Local Economic Impact: Income and Tax Revenue Collapse
The displacement of 704 utility sector workers creates a direct income shock to Centralia's economy. Average utility sector compensation substantially exceeds the manufacturing and healthcare wages available to displaced workers. The gap between a $70,000–$90,000 base salary at the coal plant (often with overtime and bonuses reaching $100,000+ annually) and the $45,000–$55,000 typical in regional hospitality, retail, or healthcare support roles creates permanent income loss for many households. Workers aged 55 and older face particular difficulty in wage replacement; early retirement or extended unemployment becomes likely even in tight labor markets.
Municipal tax revenue will contract correspondingly. The Centralia coal plant generated property tax revenue, business and occupation taxes, and utility tax payments that funded schools, roads, and emergency services. As operations cease and the facility transitions to potential remediation or alternative uses, this revenue evaporates. Centralia will face either service cuts, rate increases on remaining residents and businesses, or aggressive economic diversification efforts.
The secondary layoffs at Northwest Hardwoods and American Medical Response suggest spillover effects: as displaced coal workers reduce consumption, supporting retail and service sectors contract, triggering additional employment losses. This multiplier effect means the 809 documented WARN notice recipients likely represent only the direct impact, with broader job losses occurring in trade, services, and local government.
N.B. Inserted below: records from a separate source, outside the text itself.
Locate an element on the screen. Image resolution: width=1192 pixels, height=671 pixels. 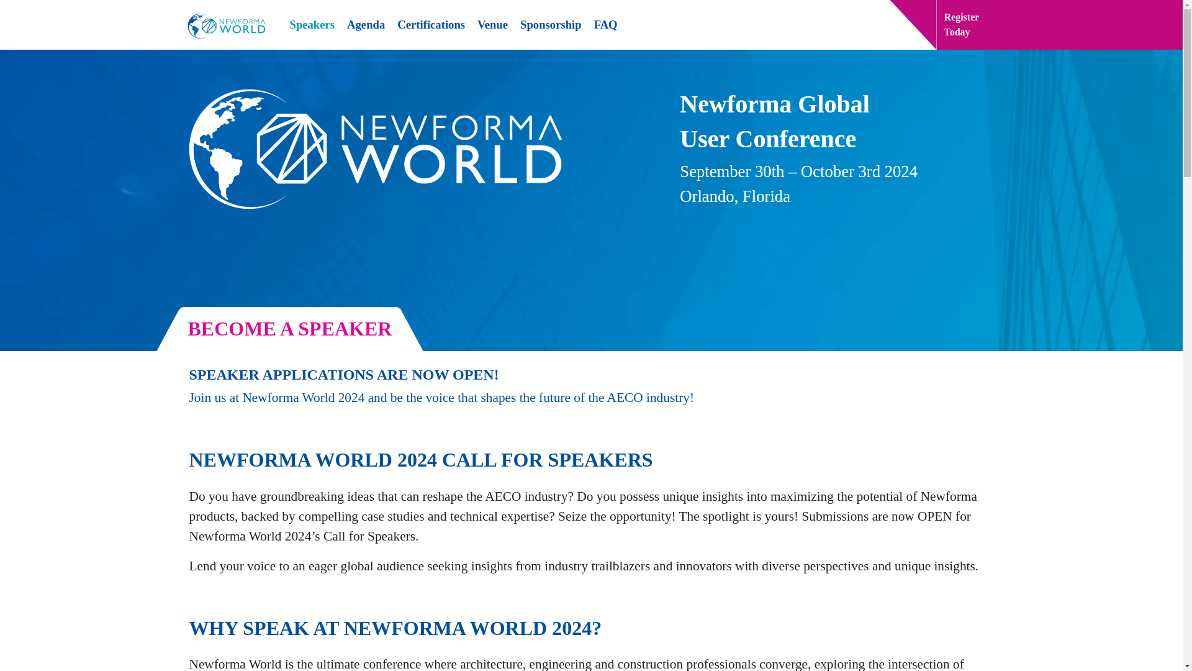
Venue is located at coordinates (1072, 25).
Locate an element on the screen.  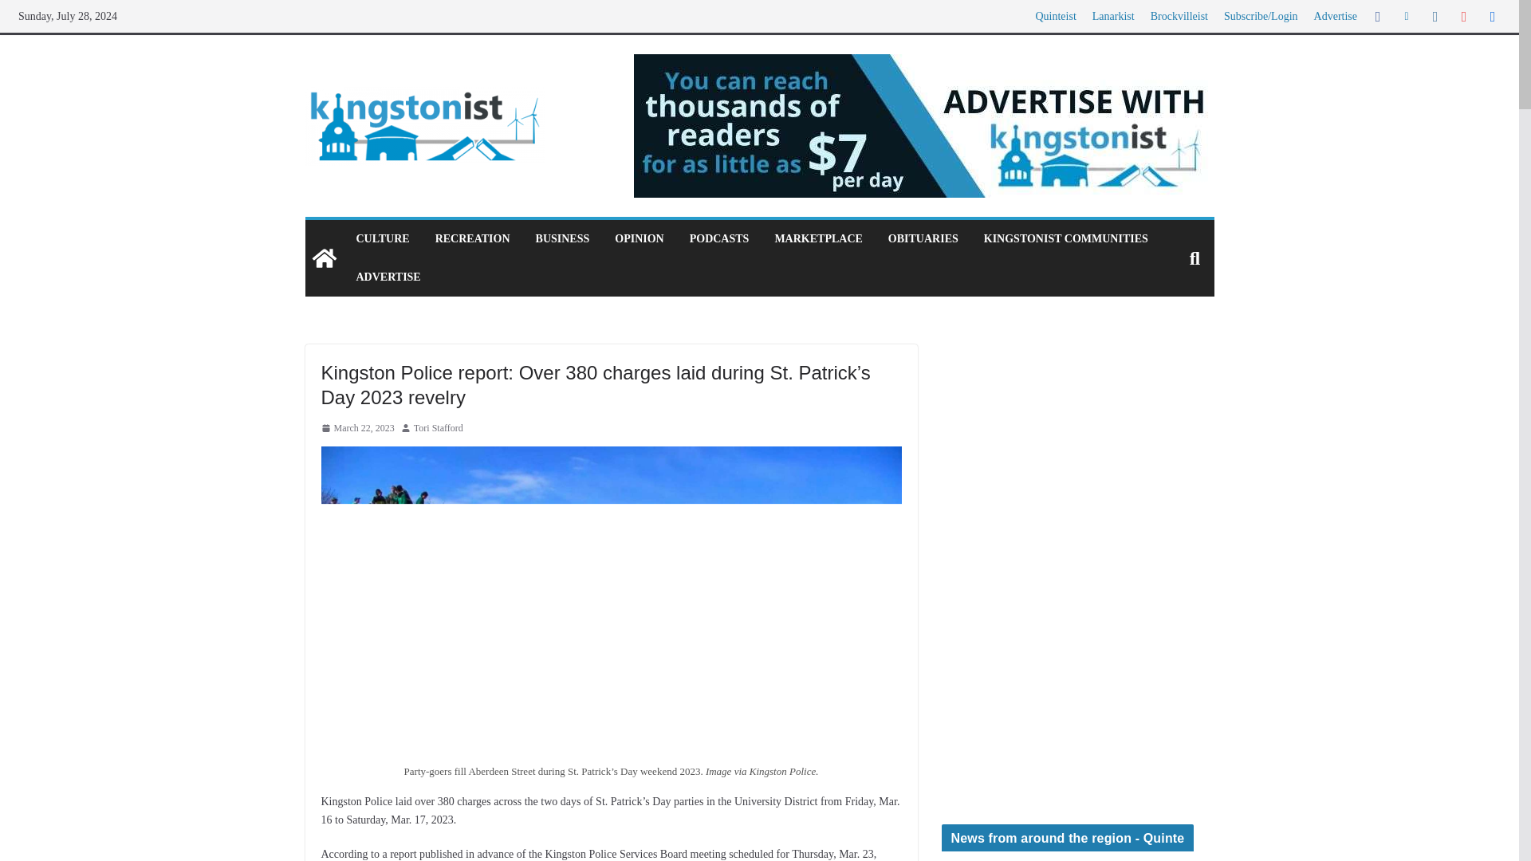
OPINION is located at coordinates (639, 239).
Regional Context: Centralia's Vulnerability
Washington's statewide insured unemployment rate of 2.46 percent masks severe localized disparities. The state's unemployment concentration in technology hubs and urban centers contrasts sharply with rural and resource-dependent communities like Centralia. The 4-week trend showing a 13.6 percent increase in initial jobless claims in Washington, despite year-over-year improvement, suggests early 2026 labor market softening that will likely hit Centralia harder than Seattle or Bellevue.
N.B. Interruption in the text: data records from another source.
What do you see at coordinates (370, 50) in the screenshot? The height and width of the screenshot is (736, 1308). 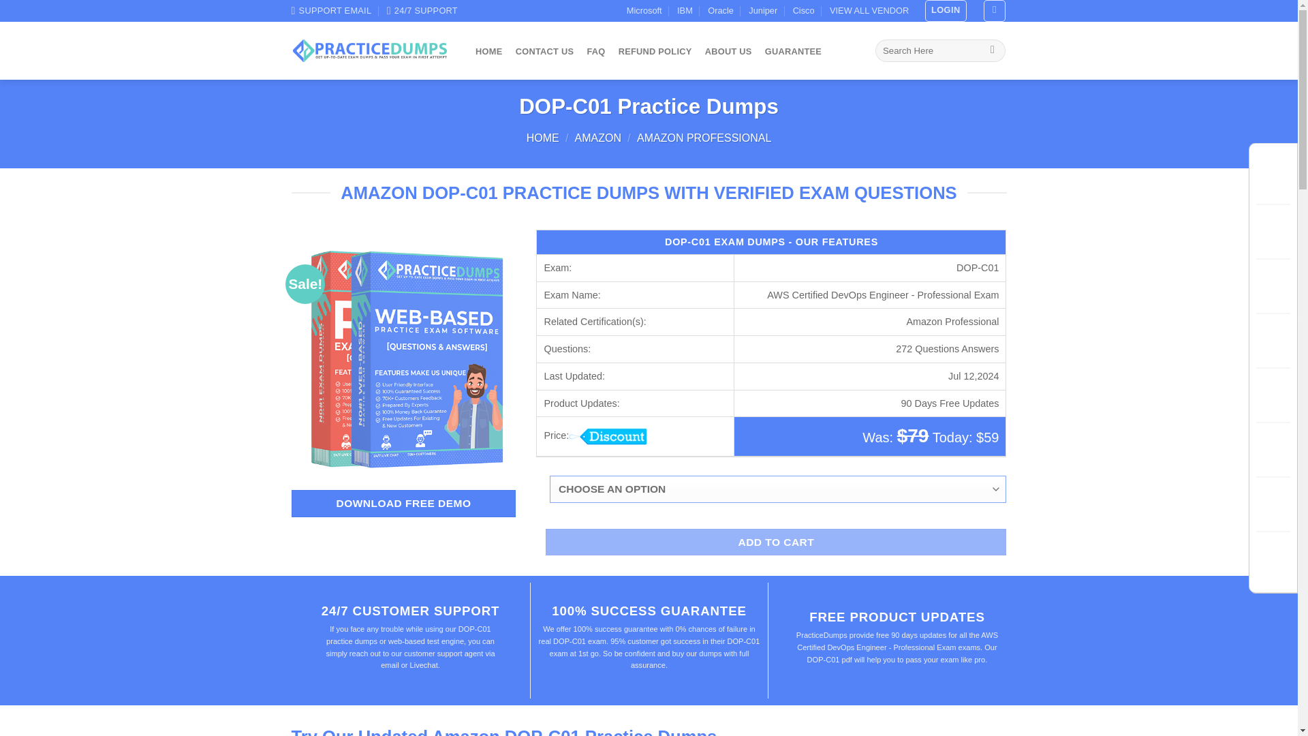 I see `PracticeDumps` at bounding box center [370, 50].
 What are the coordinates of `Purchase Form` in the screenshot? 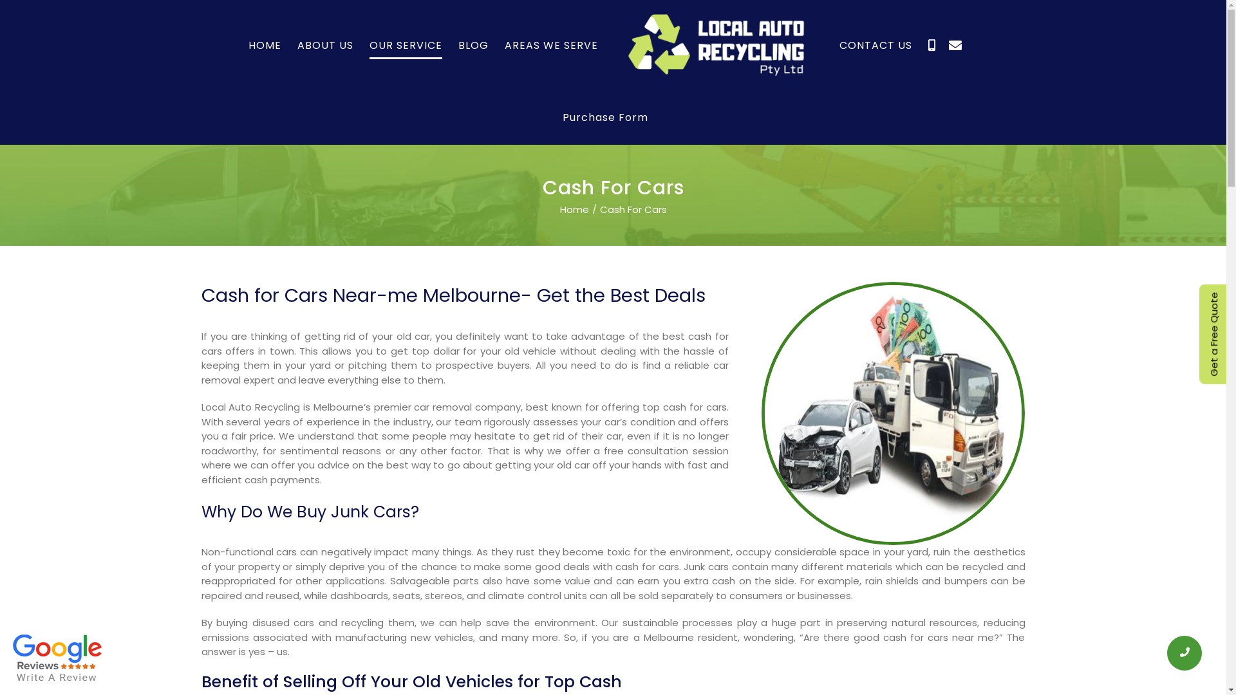 It's located at (605, 118).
Washington's tech-dominated economy, evidenced by H-1B hiring concentrated at Microsoft (21,942 petitions) and Amazon (10,752 petitions), cannot absorb displaced coal plant workers. The occupational mismatch is absolute—H-1B positions concentrate in software development, computer systems analysis, and specialized programming roles requiring advanced credentials. Centralia workers lack the technical training and geographic proximity to participate in the Seattle-Bellevue tech labor market. The state's economic strength in high-skill sectors thus provides no spillover benefit to rural communities experiencing resource sector collapse.
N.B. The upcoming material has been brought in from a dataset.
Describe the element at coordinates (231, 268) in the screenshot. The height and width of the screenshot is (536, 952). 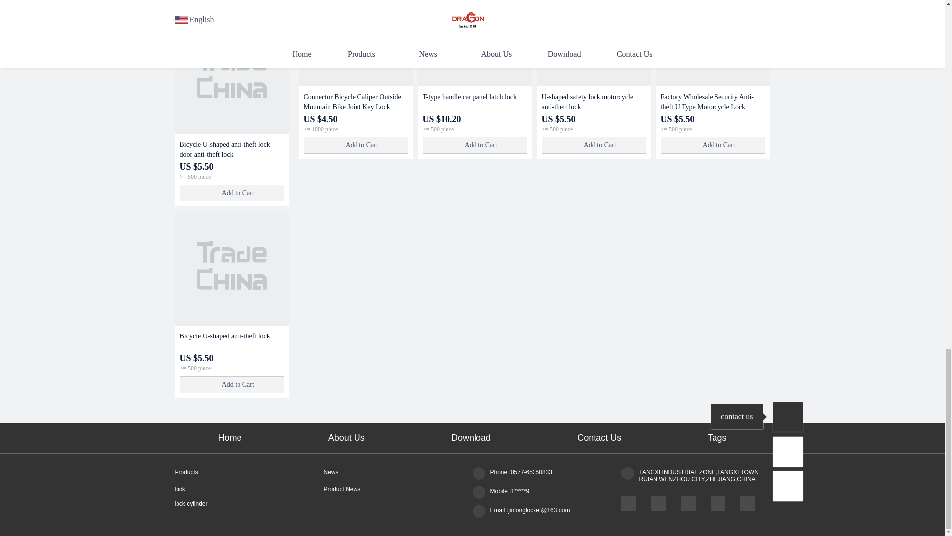
I see `Bicycle U-shaped anti-theft lock` at that location.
Conclusion: Structural Decline Without Transition Support
Centralia's layoff pattern reflects not cyclical unemployment but permanent structural economic change. The documented 809 workers represent the visible tip of a deeper transformation that eliminates the community's historic employment base while offering no equivalent replacement opportunities. Without aggressive workforce retraining, business diversification incentives, and infrastructure investment to attract new industries, Centralia faces sustained economic decline measured in lost income, reduced tax revenue, population outmigration, and deteriorating municipal capacity. The state's favorable aggregate labor market statistics provide cold comfort to workers whose skills cannot transfer to emerging sectors and whose geographic location isolates them from opportunity.